My point is that 15% is still 15% even it represents the population of Estonia or of a suburb of NY.
By the way you are mixing everything. I talk about private transport and you give me the figure for total energy consumption... Total energy consumption is not going to increase!!! The petrol burnt in an engine is already counted. Because of all the loss due to the pathetic yield of IEC engines, your are not going to increase the total energy consumption but decrease it when you will electrify transport.
For Switzerland electrification of all private transport represent the addition of 2 nuclear reactors, so no nothing to write home about regarding sizing of the grid.

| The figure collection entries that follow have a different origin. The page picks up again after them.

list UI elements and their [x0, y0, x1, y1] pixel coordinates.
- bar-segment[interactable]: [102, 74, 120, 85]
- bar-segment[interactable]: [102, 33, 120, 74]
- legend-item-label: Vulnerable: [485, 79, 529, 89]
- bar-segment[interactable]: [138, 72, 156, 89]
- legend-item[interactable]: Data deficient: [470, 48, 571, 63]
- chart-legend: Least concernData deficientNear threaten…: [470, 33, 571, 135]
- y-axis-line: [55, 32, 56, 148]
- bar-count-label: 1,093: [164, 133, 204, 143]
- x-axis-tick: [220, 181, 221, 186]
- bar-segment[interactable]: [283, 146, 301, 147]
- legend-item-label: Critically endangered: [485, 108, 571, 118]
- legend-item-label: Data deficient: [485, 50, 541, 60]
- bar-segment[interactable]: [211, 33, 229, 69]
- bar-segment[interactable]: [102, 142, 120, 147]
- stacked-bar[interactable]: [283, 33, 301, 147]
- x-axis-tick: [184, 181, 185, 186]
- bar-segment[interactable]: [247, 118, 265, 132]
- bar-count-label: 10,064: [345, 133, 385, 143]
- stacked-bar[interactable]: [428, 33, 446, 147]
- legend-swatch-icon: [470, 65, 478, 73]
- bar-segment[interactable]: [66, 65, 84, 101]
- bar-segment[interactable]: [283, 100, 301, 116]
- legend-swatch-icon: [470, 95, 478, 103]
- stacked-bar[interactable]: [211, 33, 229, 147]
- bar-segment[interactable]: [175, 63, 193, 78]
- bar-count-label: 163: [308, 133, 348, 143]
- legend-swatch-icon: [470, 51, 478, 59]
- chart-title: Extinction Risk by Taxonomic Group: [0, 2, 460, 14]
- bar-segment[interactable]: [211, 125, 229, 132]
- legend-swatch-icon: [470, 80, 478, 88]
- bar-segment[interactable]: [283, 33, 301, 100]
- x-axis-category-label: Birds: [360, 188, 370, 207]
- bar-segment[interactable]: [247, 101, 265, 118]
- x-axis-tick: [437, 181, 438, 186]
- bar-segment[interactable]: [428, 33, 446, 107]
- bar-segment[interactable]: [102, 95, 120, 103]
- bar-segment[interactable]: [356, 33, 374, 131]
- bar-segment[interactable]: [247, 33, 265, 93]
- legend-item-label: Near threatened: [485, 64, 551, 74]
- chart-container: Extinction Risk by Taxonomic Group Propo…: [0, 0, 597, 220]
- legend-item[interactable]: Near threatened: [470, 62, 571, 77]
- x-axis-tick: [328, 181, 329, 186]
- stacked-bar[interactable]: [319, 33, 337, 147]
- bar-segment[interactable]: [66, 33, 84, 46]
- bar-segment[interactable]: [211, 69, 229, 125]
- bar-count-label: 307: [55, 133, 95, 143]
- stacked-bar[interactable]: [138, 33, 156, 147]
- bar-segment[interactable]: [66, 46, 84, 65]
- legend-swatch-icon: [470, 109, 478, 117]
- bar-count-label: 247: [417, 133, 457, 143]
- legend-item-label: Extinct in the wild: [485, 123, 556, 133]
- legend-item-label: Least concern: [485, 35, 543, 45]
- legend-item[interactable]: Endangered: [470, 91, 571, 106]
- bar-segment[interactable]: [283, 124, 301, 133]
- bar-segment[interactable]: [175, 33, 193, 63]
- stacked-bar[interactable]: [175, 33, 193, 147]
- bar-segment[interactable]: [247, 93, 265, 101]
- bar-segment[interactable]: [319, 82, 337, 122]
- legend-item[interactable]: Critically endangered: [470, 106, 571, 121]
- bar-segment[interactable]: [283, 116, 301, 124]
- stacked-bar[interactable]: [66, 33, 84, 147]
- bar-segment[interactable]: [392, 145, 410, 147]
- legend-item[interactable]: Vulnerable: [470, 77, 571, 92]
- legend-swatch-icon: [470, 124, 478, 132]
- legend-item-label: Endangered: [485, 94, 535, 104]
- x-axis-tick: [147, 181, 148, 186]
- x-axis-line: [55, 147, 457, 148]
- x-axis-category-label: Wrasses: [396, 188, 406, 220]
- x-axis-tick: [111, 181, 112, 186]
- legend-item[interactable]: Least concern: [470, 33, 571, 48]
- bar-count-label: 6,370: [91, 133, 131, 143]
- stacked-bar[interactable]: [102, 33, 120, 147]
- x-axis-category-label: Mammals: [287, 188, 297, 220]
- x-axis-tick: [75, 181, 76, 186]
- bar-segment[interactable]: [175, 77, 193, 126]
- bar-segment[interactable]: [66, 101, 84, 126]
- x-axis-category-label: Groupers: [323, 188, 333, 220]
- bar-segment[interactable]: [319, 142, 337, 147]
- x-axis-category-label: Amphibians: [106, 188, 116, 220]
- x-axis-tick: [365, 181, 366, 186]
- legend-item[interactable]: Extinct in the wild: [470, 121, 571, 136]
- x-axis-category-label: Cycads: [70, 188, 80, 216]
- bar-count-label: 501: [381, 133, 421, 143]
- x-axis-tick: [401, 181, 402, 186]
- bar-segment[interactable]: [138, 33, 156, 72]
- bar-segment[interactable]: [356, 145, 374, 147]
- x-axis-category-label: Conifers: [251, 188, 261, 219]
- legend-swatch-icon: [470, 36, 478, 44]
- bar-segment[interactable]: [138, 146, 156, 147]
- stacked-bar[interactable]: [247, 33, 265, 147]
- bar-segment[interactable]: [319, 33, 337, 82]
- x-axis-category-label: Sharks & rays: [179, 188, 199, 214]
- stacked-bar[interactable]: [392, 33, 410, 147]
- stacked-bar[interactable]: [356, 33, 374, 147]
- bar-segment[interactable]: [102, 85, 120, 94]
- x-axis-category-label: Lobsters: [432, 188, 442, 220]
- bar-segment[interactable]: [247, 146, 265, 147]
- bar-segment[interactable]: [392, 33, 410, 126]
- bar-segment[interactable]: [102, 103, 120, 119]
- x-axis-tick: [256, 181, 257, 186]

> 5% even it represents the population of Estonia or of a suburb of NY.
So? Why can't you make the next logical step? If it's a 17% increase for Switzerland, then it will be at in the same ballpark much for all other countries, won't it? Then an increase for Germany will be probably as much as two Switzerlands etc.
> By the way you are mixing everything. I talk about private transport and you give me the figure for total energy consumption.
I'm not. I'm just pointing the flaws in the insistence that "it's not even an engineering challenge"
> For Switzerland electrification of all private transport represent the addition of 2 nuclear reactors
Ah yes. It's just such an easy not an egineering challenge to do.
Switzerland built and put online 3 reactors in 6 years between 1965 and 1971, so yes it's a proven fact that's it's technically easy.
Now from a political point of view that's another issue.
By the way you are mixing everything. I talk about private transport and you give me the figure for total energy consumption... Total energy consumption is not going to increase!!! The petrol burnt in an engine is already counted. Because of all the loss due to the pathetic yield of IEC engines, your are not going to increase the total energy consumption but decrease it when you will electrify transport.
For Switzerland electrification of all private transport represent the addition of 2 nuclear reactors, so no nothing to write home about regarding sizing of the grid.